Friday, October 31, 2008

High-profile translation gone wrong: The BBC News website today carries the sorry tale of a road sign that carries an embarrassing mistake. Road signs in Wales are bilingual, in English and Welsh. And one local authority sent an email to their own in-house translation department, asking for a translation of the text on a road sign. What came back was an automated email, in Welsh, saying "Nid wyf yn y swyddfa ar hyn o bryd. Anfonwch unrhyw waith i'w gyfieithu" - or, if you prefer an English translation: "I am not in the office at the moment. Please send any work to be translated."

Unfortunately, the official requesting the translation did not read Welsh, did not realise that this reply was not in fact a translation of their road sign.... and duly had the sign made. You can see the end result here - a road sign that bans trucks from using the road in English, and in Welsh says "I'm not here, send me an email". Oh dear!

The moral? Good communication is crucial when buying a translation, and that also means dealing with a translation company with project managers who have good communication skills.

If you are buying translations to go on signs, or for a full-page advert, or for box copy, then the potential for red faces if things go wrong is immense, and unlikely to be career-enhancing. Perhaps not the best time to be looking for a cheap quote?
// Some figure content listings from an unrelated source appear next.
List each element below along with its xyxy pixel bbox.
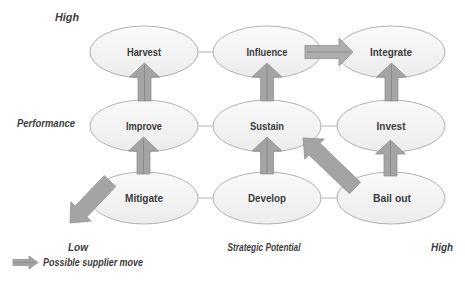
node-develop-label: Develop (248, 192, 286, 204)
node-improve-label: Improve (126, 120, 162, 132)
y-axis-high-label: High (55, 11, 79, 23)
node-integrate-label: Integrate (370, 46, 412, 58)
x-axis-high-label: High (431, 241, 453, 253)
x-axis-label: Strategic Potential (228, 241, 302, 253)
node-invest-label: Invest (377, 120, 406, 132)
node-harvest-label: Harvest (127, 46, 161, 58)
node-sustain-label: Sustain (250, 120, 284, 132)
diagram-svg: Harvest Influence Integrate Improve Sust… (0, 0, 465, 284)
supplier-strategy-diagram: Harvest Influence Integrate Improve Sust… (0, 0, 465, 284)
node-influence-label: Influence (247, 46, 288, 58)
node-mitigate-label: Mitigate (125, 192, 163, 204)
y-axis-label: Performance (17, 117, 75, 129)
node-bailout-label: Bail out (373, 192, 411, 204)
legend-label: Possible supplier move (43, 256, 143, 268)
y-axis-low-label: Low (68, 241, 89, 253)
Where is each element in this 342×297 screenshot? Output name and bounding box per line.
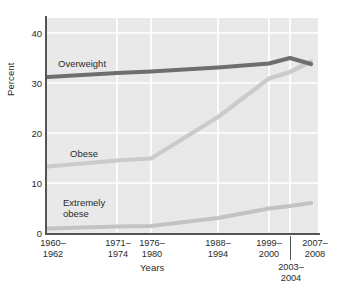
series-label-extremely-obese-line1: Extremely — [63, 197, 105, 208]
x-tick-2007-2008: 2007– 2008 — [290, 238, 340, 260]
x-tick-1976-1980: 1976– 1980 — [126, 238, 178, 260]
y-tick-10: 10 — [16, 178, 42, 189]
x-tick-1999-2000: 1999– 2000 — [243, 238, 295, 260]
x-tick-1960-1962: 1960– 1962 — [27, 238, 79, 260]
series-label-extremely-obese: Extremely obese — [63, 197, 105, 219]
x-tick-line2: 2004 — [265, 273, 317, 284]
x-tick-line2: 2000 — [243, 249, 295, 260]
y-tick-30: 30 — [16, 78, 42, 89]
x-tick-line2: 2008 — [290, 249, 340, 260]
series-label-obese: Obese — [70, 148, 98, 159]
x-tick-line1: 1960– — [27, 238, 79, 249]
x-axis-title: Years — [140, 262, 164, 273]
x-tick-1988-1994: 1988– 1994 — [192, 238, 244, 260]
x-tick-line2: 1994 — [192, 249, 244, 260]
x-tick-line2: 1962 — [27, 249, 79, 260]
y-tick-labels: 40 30 20 10 0 — [14, 0, 42, 240]
chart-figure: Percent Years 40 30 20 10 0 1960– 1962 1… — [0, 0, 342, 297]
series-label-overweight: Overweight — [58, 58, 106, 69]
y-axis-line — [45, 16, 47, 235]
x-tick-line1: 2003– — [265, 262, 317, 273]
x-tick-2003-2004: 2003– 2004 — [265, 262, 317, 284]
y-tick-20: 20 — [16, 128, 42, 139]
x-tick-line1: 1976– — [126, 238, 178, 249]
y-tick-40: 40 — [16, 28, 42, 39]
x-tick-line1: 2007– — [290, 238, 340, 249]
x-axis-line — [45, 233, 320, 235]
x-tick-line2: 1980 — [126, 249, 178, 260]
x-tick-line1: 1999– — [243, 238, 295, 249]
series-label-extremely-obese-line2: obese — [63, 208, 105, 219]
x-tick-line1: 1988– — [192, 238, 244, 249]
gridlines-horizontal — [47, 33, 318, 183]
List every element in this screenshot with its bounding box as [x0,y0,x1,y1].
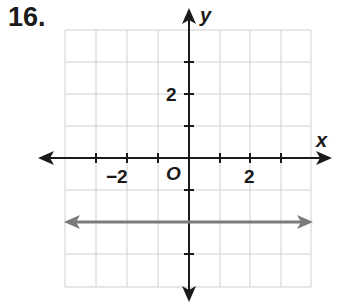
x-axis-label: x [315,129,328,151]
x-tick-label-neg2: −2 [106,166,128,187]
x-axis [48,153,322,163]
coordinate-plane: y x O −2 2 2 [0,0,349,306]
origin-label: O [166,163,181,184]
y-axis-label: y [199,4,212,26]
y-axis [184,16,194,292]
y-tick-label-2: 2 [166,84,177,105]
x-tick-label-2: 2 [244,166,255,187]
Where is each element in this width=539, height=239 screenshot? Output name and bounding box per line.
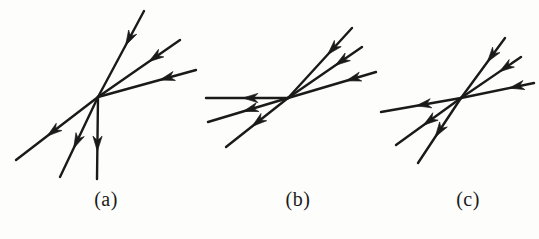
ray-arrowhead-upper-steep-ray [126,30,137,45]
ray-shaft-lower-vertical-ray [97,97,98,179]
ray-upper-steep-ray-c [461,38,505,98]
ray-shaft-upper-middle-ray [288,47,362,98]
ray-shaft-lower-left-ray [16,97,98,160]
caption-label-a: (a) [66,186,146,212]
ray-shaft-upper-steep-ray [461,38,505,98]
figure-root: (a) (b) (c) [0,0,539,239]
ray-shaft-upper-shallow-ray [98,70,196,97]
ray-shaft-upper-middle-ray [98,40,180,97]
ray-left-lower-ray-c [418,98,461,163]
vertex-panel-b [206,28,376,147]
ray-arrowhead-upper-middle-ray [149,49,164,61]
ray-left-horizontal-ray-c [381,98,461,112]
ray-upper-steep-ray-a [98,11,144,97]
ray-shaft-upper-steep-ray [98,11,144,97]
ray-upper-middle-ray-b [288,47,362,98]
vertex-panel-a [16,11,196,179]
ray-shaft-lower-middle-ray [60,97,98,177]
caption-label-c: (c) [428,186,508,212]
caption-row: (a) (b) (c) [0,186,539,226]
ray-arrowhead-upper-middle-ray [335,53,350,65]
ray-upper-middle-ray-a [98,40,180,97]
ray-left-middle-ray-b [208,98,288,122]
caption-label-b: (b) [258,186,338,212]
ray-arrowhead-left-middle-ray [423,113,438,126]
ray-lower-left-ray-a [16,97,98,160]
ray-upper-shallow-ray-a [98,70,196,97]
ray-arrowhead-upper-middle-ray [499,60,514,72]
ray-arrowhead-left-lower-ray [435,122,447,137]
vertex-panel-c [381,38,534,163]
ray-left-lower-ray-b [226,98,288,147]
ray-lower-middle-ray-a [60,97,98,177]
ray-lower-vertical-ray-a [93,97,102,179]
And a footnote to this post:

Libby Purves comments on this Welsh translation issue in The Times, and she also addresses another of my favourite hobby-horses: automatic translation. Libby fed this English sentence into an online translation engine, then fed the Welsh through, and ended up with an English sentence that read: "I do entry because heartburn drum good vehicles. residential position except". Say what?!?!? The original English had been: "I am not in the office at the moment. Please send any work to be translated."

Moral: If you have high-profile materials to be translated (by which I mean you are putting the text on a sign, using it in an advert in a magazine or newspaper, or having it client-facing in any way at all) then get it done by a professional, qualified, experienced translator.